Marianne Giguère | |
Office1: | Associate councillor on the Montreal Executive Committee with responsibility for sustainable development and active transit |
Term Start1: | 2017 |
Predecessor1: | position created |
Office2: | Montreal City Councillor for De Lorimier |
Term Start2: | 2017 |
Predecessor2: | Louise Mainville |
Office3: | Plateau-Mont-Royal Borough Councillor for De Lorimier |
Term Start3: | 2013 |
Term End3: | 2017 |
Predecessor3: | Carl Boileau |
Successor3: | Josefina Blanco |
Party: | Projet Montréal |
Marianne Giguère is a politician in Montreal, Quebec, Canada. She has served on the Plateau-Mont-Royal borough council since 2013 and on the Montreal city council since 2017 as a member of Projet Montréal. In November 2017, she was appointed as an associate member of new mayor Valérie Plante's Montreal executive committee (i.e., the municipal cabinet).
Giguère was an educational consultant before entering political life.[1] She is also a singer and percussionist. Her campaign literature indicates that she joined Projet Montréal at the time of the party's founding in 2004.[2]

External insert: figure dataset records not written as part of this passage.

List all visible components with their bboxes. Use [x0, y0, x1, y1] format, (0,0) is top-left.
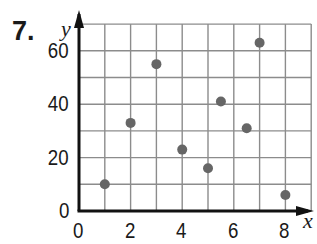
x-tick-label: 4 [176, 218, 186, 244]
scatter-plot [0, 0, 317, 244]
data-point [203, 163, 213, 173]
y-tick-label: 20 [48, 145, 69, 171]
x-tick-label: 2 [125, 218, 135, 244]
data-point [151, 59, 161, 69]
x-tick-label: 8 [279, 218, 289, 244]
data-point [126, 118, 136, 128]
y-tick-label: 40 [48, 91, 69, 117]
y-axis-arrow-icon [74, 10, 84, 28]
data-point [177, 145, 187, 155]
data-point [280, 190, 290, 200]
data-points [100, 38, 291, 200]
data-point [216, 97, 226, 107]
problem-number: 7. [12, 16, 35, 47]
x-axis-label: x [303, 208, 313, 234]
data-point [255, 38, 265, 48]
data-point [100, 179, 110, 189]
x-tick-label: 6 [228, 218, 238, 244]
y-tick-label: 0 [59, 198, 69, 224]
data-point [242, 123, 252, 133]
x-tick-label: 0 [73, 218, 83, 244]
grid-lines [79, 24, 311, 211]
y-axis-label: y [61, 16, 71, 42]
axes [74, 10, 314, 216]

Giguère was elected to the Plateau-Mont-Royal borough council in the 2013 Montreal municipal election, defeating incumbent councillor Carl Boileau in the De Lorimier ward. Projet Montréal emerged as the official opposition on city council after the election and won every seat in Plateau-Mont-Royal to continue as the local governing authority in the borough. In January 2014, Giguère was appointed as her party's critic on urban agriculture, cycling, and green spaces.[3]
On the day following her appointment, she urged the city to develop a plan to confront the presence of the emerald ash borer beetle in the city's parks and woodlands.[4] She also called for the city to improve access to public beaches,[5] and she supported the Plateau-Mont-Royal council's decision to limit one-hour free parking spots for shoppers in a bid to decrease car traffic in the area.[6]
Giguère's primary area of focus during her first term was cycling and cyclist safety. She approved of the Montreal executive committee's decision to purchase the local assets of the bicycle sharing system Bixi in February 2014 after the company filed for bankruptcy, though she argued that the service should be taken over by the Société de transport de Montréal in the longer term.[7] She also called on the government of Quebec to modernize its highway safety code in April of the same year, saying that the existing code did not reflect the increased presence of urban cycling.[8] In September 2014, she urged the city to prioritize bike lanes on busy, arterial streets rather than in comparatively safe residential areas.[9]
In early 2015, the city opened a new bike lane on Saint Laurent Boulevard that met with a negative response from cyclists due to the absence of lane markings, a trajectory that some described as dangerous, and the fact that it ended with no obvious path for cyclists on which cyclists could continue. Giguère joined in the criticism, remarking, "It takes people who don't understand bicycles to design something like that. It makes no sense."[10] She did, however, support the city government's decision to dedicate a bike path on Saint Denis Street later in the year,[11] and she supported the city's twelve-point set of recommendations to reform the provincial highway safety code for the benefit of cyclists.[12]
Giguère argued in 2016 that the interests of cyclists were often ignored in Montreal's urban renovation projects. "We're really stagnating in terms of new dedicated paths that will bring out new cyclists," she said Marianne Giguère. "We have the idea that they're adding a few kilometres year after year, but there's no great vision."[13] In the same year, she presented a workshop on Projet Montréal's efforts to improve cyclist and pedestrian safety at the Pro Walk/Pro Bike/Pro Place conference in Vancouver.[14]
Giguère was elected for the De Lorimier city ward in the 2017 Montreal municipal election, in which Projet Montréal won the mayoralty, a majority of seats of the Montreal city council, and, once again, every seat on the Plateau-Mont-Royal borough council. Following the election, she was appointed as an associate member of the Montreal executive committee with responsibility for sustainable development and active transit.[15] She works with executive councillors Luc Ferrandez and Jean-François Parenteau on the first of these files and with executive councillor Éric Alan Caldwell on the second.[16] [17]
By virtue of holding her seat on city council, Giguère continues to serve on the Plateau-Mont-Royal borough council.